The US Food and Drug Administration launched last week a performance-management system designed to advance President Obama’s commitment to transparency, public participation, and governmental collaboration. Called FDA-TRACK, the system will monitor more than 100 FDA program offices using data from key performance metrics, according to an agency press release. Data will be gathered monthly, analyzed, and presented each quarter to FDA senior leadership. The system is called FDA-TRACK because the public will be able to view the data on FDA's website and track the agency’s progress in meeting established goals.
 
“It gives managers and employees a new way to measure their effectiveness in meeting goals to protect the public health and provides a way for the public to monitor agency activities,” said FDA Commissioner Margaret Hamburg in an Aug. 31, 2010, FDA press release.
 
The system will monitor four areas, according to the release:

  • Common Measures: These are agencywide measures may focus on the agency’s recent priorities such as the number of employees who have been trained in the Incident Command System, which helps the agency respond to emergencies.
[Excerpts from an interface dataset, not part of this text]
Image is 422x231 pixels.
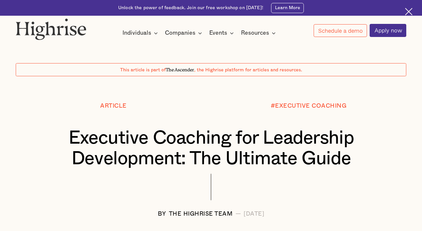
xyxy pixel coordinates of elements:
div: Events [209,29,236,37]
div: [DATE] [244,211,264,218]
div: Resources [241,29,269,37]
span: The Ascender [166,66,194,72]
div: #EXECUTIVE COACHING [271,103,347,109]
a: Apply now [370,24,406,37]
div: Companies [165,29,196,37]
div: Unlock the power of feedback. Join our free workshop on [DATE]! [118,5,263,11]
div: Companies [165,29,204,37]
div: Events [209,29,227,37]
div: Article [100,103,127,109]
div: Individuals [123,29,151,37]
span: This article is part of [120,68,166,72]
img: Cross icon [405,8,413,15]
div: — [236,211,241,218]
div: Resources [241,29,278,37]
img: Highrise logo [16,18,86,40]
div: Individuals [123,29,160,37]
div: The Highrise Team [169,211,233,218]
a: Schedule a demo [314,24,367,37]
span: , the Highrise platform for articles and resources. [194,68,302,72]
div: BY [158,211,166,218]
a: Learn More [271,3,304,13]
h1: Executive Coaching for Leadership Development: The Ultimate Guide [32,128,390,169]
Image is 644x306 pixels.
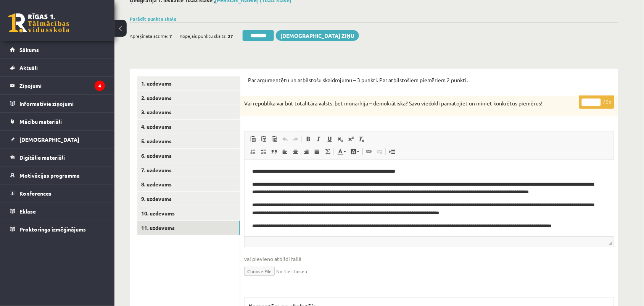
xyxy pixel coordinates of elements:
[19,208,36,215] span: Eklase
[10,94,105,112] a: Informatīvie ziņojumi
[10,148,105,166] a: Digitālie materiāli
[137,76,240,90] a: 1. uzdevums
[10,202,105,219] a: Eklase
[374,147,385,156] a: Atsaistīt
[387,147,398,156] a: Ievietot lapas pārtraukumu drukai
[8,13,69,32] a: Rīgas 1. Tālmācības vidusskola
[301,147,311,156] a: Izlīdzināt pa labi
[280,147,290,156] a: Izlīdzināt pa kreisi
[364,147,374,156] a: Saite (vadīšanas taustiņš+K)
[94,80,105,91] i: 4
[245,160,614,236] iframe: Bagātinātā teksta redaktors, wiswyg-editor-user-answer-47024931070860
[19,154,65,161] span: Digitālie materiāli
[10,220,105,238] a: Proktoringa izmēģinājums
[169,30,172,42] span: 7
[19,226,86,233] span: Proktoringa izmēģinājums
[137,148,240,162] a: 6. uzdevums
[248,76,610,84] p: Par argumentētu un atbilstošu skaidrojumu – 3 punkti. Par atbilstošiem piemēriem 2 punkti.
[322,147,333,156] a: Math
[324,134,335,144] a: Pasvītrojums (vadīšanas taustiņš+U)
[258,134,269,144] a: Ievietot kā vienkāršu tekstu (vadīšanas taustiņš+pārslēgšanas taustiņš+V)
[10,41,105,59] a: Sākums
[19,118,62,124] span: Mācību materiāli
[247,147,258,156] a: Ievietot/noņemt numurētu sarakstu
[137,134,240,148] a: 5. uzdevums
[137,192,240,206] a: 9. uzdevums
[19,46,39,53] span: Sākums
[247,134,258,144] a: Ielīmēt (vadīšanas taustiņš+V)
[137,105,240,119] a: 3. uzdevums
[137,163,240,177] a: 7. uzdevums
[280,134,290,144] a: Atcelt (vadīšanas taustiņš+Z)
[10,76,105,94] a: Ziņojumi4
[10,113,105,130] a: Mācību materiāli
[335,134,345,144] a: Apakšraksts
[244,254,614,263] span: vai pievieno atbildi failā
[579,95,614,109] p: / 5p
[290,134,301,144] a: Atkārtot (vadīšanas taustiņš+Y)
[19,76,105,94] legend: Ziņojumi
[10,166,105,184] a: Motivācijas programma
[19,189,52,196] span: Konferences
[10,59,105,76] a: Aktuāli
[8,8,361,15] body: Bagātinātā teksta redaktors, wiswyg-editor-47024989756800-1757352562-731
[314,134,324,144] a: Slīpraksts (vadīšanas taustiņš+I)
[290,147,301,156] a: Centrēti
[130,30,168,42] span: Aprēķinātā atzīme:
[311,147,322,156] a: Izlīdzināt malas
[130,15,176,22] a: Parādīt punktu skalu
[19,172,80,178] span: Motivācijas programma
[19,94,105,112] legend: Informatīvie ziņojumi
[356,134,367,144] a: Noņemt stilus
[348,147,361,156] a: Fona krāsa
[228,30,233,42] span: 37
[19,64,38,71] span: Aktuāli
[19,136,80,143] span: [DEMOGRAPHIC_DATA]
[10,185,105,202] a: Konferences
[180,30,226,42] span: Kopējais punktu skaits:
[10,131,105,148] a: [DEMOGRAPHIC_DATA]
[137,177,240,191] a: 8. uzdevums
[303,134,314,144] a: Treknraksts (vadīšanas taustiņš+B)
[335,147,348,156] a: Teksta krāsa
[608,241,612,245] span: Mērogot
[258,147,269,156] a: Ievietot/noņemt sarakstu ar aizzīmēm
[269,147,280,156] a: Bloka citāts
[137,220,240,235] a: 11. uzdevums
[137,91,240,105] a: 2. uzdevums
[269,134,280,144] a: Ievietot no Worda
[137,206,240,220] a: 10. uzdevums
[137,120,240,134] a: 4. uzdevums
[345,134,356,144] a: Augšraksts
[276,30,359,41] a: [DEMOGRAPHIC_DATA] ziņu
[244,100,576,107] p: Vai republika var būt totalitāra valsts, bet monarhija – demokrātiska? Savu viedokli pamatojiet u...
  • Key Center Director Measures: These measures are center-specific and may focus on targets such as increasing the number of technical publications (e.g., guidance) drafted for industry.

  • Program Measures: These program/office-specific targets will reflect work important to the public and to FDA’s mission such as monitoring the percentage of 510(k) decisions that meet the 90-day Medical Device User Fee Act goal during a specific time period.

  • Key Projects: Finally, these program/office-specific key projects will be measured based on achieving stated milestones within a project plan such as the development of a new risk-based approach for evaluating safety, effectiveness, and quality of new animal drugs.

On a related note, the agency launched an information-technology system to monitor imports coming across US borders last February.